EDWIN ASHTON
And why have you come here, if you don't mind my asking? After all, this is hardly the first place you'd come when you return to England.

MICHAEL ARMSTRONG
It's, uh, difficult to explain, Mr. Ashton. I haven't come to tell you things. I haven't come with facts. I've come to, uh, explain something...something Philip asked me to explain to you.

EDWIN
Do you know him well?

MICHAEL
Uh, yes.
(accepting a drink from Edwin)
Thank you. Yes, in a way, we're the same kind of person.

EDWIN
(dismissive)
Except you didn't fight. Now, look, Michael, before you go on, you're sure he's all right? You're not trying to hide something, to soften the blow at all.

MICHAEL
No. He's in no more danger than anybody else in Germany at this time. You see, it isn't a very nice place to be. You can't help but see...
(gesturing)
Oh, uh, the guilt is as much mine as anybody's.

EDWIN
Is it? Don't forget, you were a conscientious objector.

MICHAEL
Yes, but that doesn't let me out, Mr. Ashton. But it's the... It's the shock of actually seeing what we did...all of us.

EDWIN
Well, damn it, we had to. We had no option. You can't just sit back and watch your nation...uh, people...overrun!

MICHAEL
Oh, I know you can't, and we didn't. But when you see the results...
(gasping)
...you start to question it again.

EDWIN
Yes, I know.

MICHAEL
No, you don't.

EDWIN
(forcefully)
Yes, I do, son. I can see how you feel, but it's just that I'm older than you are, and I look at things in a different way.

MICHAEL
But how can you? You haven't seen the famine, the destruction of those people.

EDWIN
I saw the twenties and the thirties...the General Strike. I saw what that did to people...my own family, lad. By God, I lived through that.

MICHAEL
I know, but you haven't seen the bodies rotting in the streets.

EDWIN
(frustrated)
Well, what are...
(composing himself)
Look, Michael, I'm trying to understand, but I'm... I'm trying to see it in things I know.

MICHAEL
I know, I know. Well, anyway, Philip's out there, and the last time I saw him he asked me to explain to you that he wouldn't be coming back.

EDWIN
(stunned)
Not coming back?

MICHAEL
No, not for some time.

EDWIN
Well, we were hoping... I mean, we had a letter some weeks ago.

MICHAEL
Well, it's not the sort of thing you put in a letter, is it?

EDWIN
(angrily)
Well, I'd rather hear that from Philip!

MICHAEL
Well, so... You can see why he should want to stay there.

EDWIN
Yes, I can see, but I'm trying to weigh up my own personal feelings as a father against the interests of millions of strangers.

MICHAEL
There's no comparison. The sum doesn't even exist.

EDWIN
(resentfully)
Are you sure of that, Michael? Not whether it exists or not. Whether it's up to you to judge.

MICHAEL
He's doing what he feels is right...what he thinks he has to do. And he's taking our guilt...everybody's guilt...for us.

EDWIN
(laughing at that remark)
Everybody's guilt! What...for defending ourselves, our own lives?

MICHAEL
Of course.

EDWIN
Well, what the devil do you expect us to do? Let the Nazis cross the Channel, set up camp over here, and lie down and accept it?

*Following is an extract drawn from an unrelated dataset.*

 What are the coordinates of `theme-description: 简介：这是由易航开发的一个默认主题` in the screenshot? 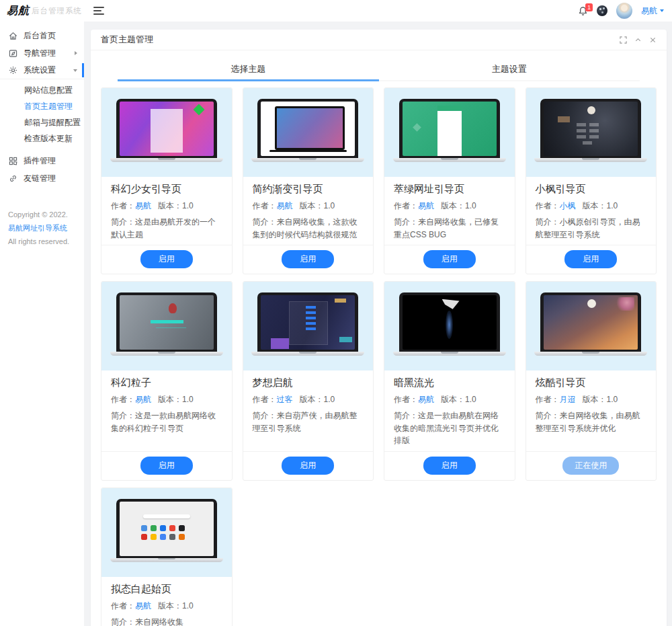 It's located at (167, 229).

(Michael stands up, realising that his visit has been a mistake.)

MICHAEL
I'm sorry, Mr. Ashton. I didn't mean to get involved in this argument. I'm simply here to tell you how Philip feels.

EDWIN
Well, I can see why he wants to stay over there and help people. It's a natural human instinct.
(sternly)
But I'm his father, and as such, I want him back. He's my son.

MICHAEL
I think he'd hoped you'd understand in a different way...understand that he's living up to his principles...
(pointing an accusatory finger)
...the principles that you taught him to believe in.

EDWIN
(confrontationally)
Shall I tell you where those principles came from? I spent the early part of my life fighting oppression. In the end, it got the better of me. But don't you see, that’s why we fought this war...to stamp out an even more violent form of oppression.

MICHAEL
And in the process, we became the oppressors ourselves.

(Edwin scoffs at that notion.)

MICHAEL
Because that's what we are out there...oppressors. And that's why Philip wants to stay and help the Germans...because to him they're not Germans anymore. They're people, like us.

EDWIN
But that doesn't mean that we've done wrong.

MICHAEL
(fervently)
Oh, but it does! Churchill, Hitler... Hitler called it the Third Reich, we called it the British Empire. What's the difference, in the end?